The CSW’s work focuses on promoting women’s rights, documenting the reality of women’s lives throughout the world, and shaping global standards on gender equality and the empowerment of women. Bringing together all member states along with a large civil society presence, the Commission meets annually in March.
Each year, the CSW focuses on a priority theme for the year as well as the review of a previous theme. In 2023, the priority theme was the ‘Innovation and technological change, and education in the digital age for achieving gender equality and the empowerment of all women and girls’.
Sr Kayula and Sr Justina’s work involves anti-human trafficking campaigning and the development of rural areas. Sr. Kayula is also a Director of Talitha Kum Zambia (TAKUZA), a Counter-Trafficking National Network comprising of 45 Catholic Religious Women Congregations and individuals with a passion to end human trafficking. TAKUZA’s mission is to stop human trafficking by awakening communities to its vices through education, advocacy and the accompaniment of survivors and victims.

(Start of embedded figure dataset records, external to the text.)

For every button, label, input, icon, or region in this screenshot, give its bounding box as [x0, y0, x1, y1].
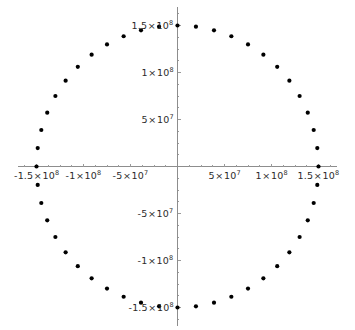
y-tick-label: 1.5×108: [132, 21, 174, 31]
data-point: [194, 304, 198, 308]
data-point: [287, 250, 291, 254]
data-point: [275, 65, 279, 69]
data-point: [306, 218, 310, 222]
x-tick-label: -1.5×108: [14, 171, 59, 181]
data-point: [312, 128, 316, 132]
data-point: [122, 295, 126, 299]
data-point: [246, 42, 250, 46]
y-tick-label: -5×107: [138, 209, 174, 219]
data-point: [76, 264, 80, 268]
data-point: [105, 42, 109, 46]
x-tick-label: -5×107: [113, 171, 149, 181]
y-tick-label: 1×108: [142, 68, 174, 78]
data-point: [212, 28, 216, 32]
data-point: [105, 287, 109, 291]
data-point: [229, 295, 233, 299]
data-point: [229, 34, 233, 38]
data-point: [194, 25, 198, 29]
data-point: [53, 94, 57, 98]
x-tick-label: -1×108: [66, 171, 102, 181]
data-point: [36, 146, 40, 150]
data-point: [315, 183, 319, 187]
data-point: [90, 276, 94, 280]
data-point: [175, 305, 179, 309]
y-tick-label: -1.5×108: [129, 303, 174, 313]
x-tick-label: 1.5×108: [298, 171, 340, 181]
data-point: [45, 218, 49, 222]
scatter-plot-figure: -1.5×108-1×108-5×1075×1071×1081.5×108 1.…: [0, 0, 355, 330]
data-point: [36, 183, 40, 187]
data-point: [275, 264, 279, 268]
data-point: [315, 146, 319, 150]
data-point: [45, 111, 49, 115]
data-point: [53, 235, 57, 239]
data-point: [175, 23, 179, 27]
data-point: [316, 164, 320, 168]
x-tick-label: 1×108: [256, 171, 288, 181]
y-tick-label: -1×108: [138, 256, 174, 266]
data-point: [306, 111, 310, 115]
data-point: [246, 287, 250, 291]
data-point: [64, 250, 68, 254]
data-point: [39, 201, 43, 205]
data-point: [34, 164, 38, 168]
data-point: [76, 65, 80, 69]
x-tick-label: 5×107: [209, 171, 241, 181]
data-point: [287, 79, 291, 83]
data-point: [261, 53, 265, 57]
axes-group: [18, 7, 338, 327]
data-point: [298, 94, 302, 98]
data-point: [90, 53, 94, 57]
data-point: [64, 79, 68, 83]
data-point: [39, 128, 43, 132]
data-point: [312, 201, 316, 205]
plot-canvas: [0, 0, 355, 330]
data-point: [122, 34, 126, 38]
data-point: [298, 235, 302, 239]
y-tick-label: 5×107: [142, 115, 174, 125]
data-point: [212, 301, 216, 305]
data-point: [261, 276, 265, 280]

Speaking to Global Sisters Report while in New York, Sr Kayula said that she “felt very inspired to meet so many women leaders and to learn from them” throughout the session.
“We need to emphasize that everyone deserves access to computer and digital technology. That would work to our advantage as a society.” By easing girls’ access to digital technology, she added, job prospects can be improved and girls can help support their families economically.
“In our African context,” said Sr Kayula, “people’s lives change when girls are educated.”
Reflecting on the CSW, Sr Justina Nelson was “was struck by the passion, zeal and enthusiasm of the delegates and participants at the different levels with a common interest-gender equality, technology and innovation for women and girls.”
A question raised by Aborigines certainly resonated with Sr Justina. “‘How could the indigenous people who couldn’t understand the language of the computer be carried along in this digital business? Can it be translated into their language?’ How could the rural poor child from these innovative change without connection?”
“The challenge now is putting the experience at the UN in practice by encouraging girls and women to participate in Science, Technology, Engineering and Mathematics and to be innovative. Men and boys, too, have to be challenged to treat their female counterparts with dignity and equal rights starting from the home.”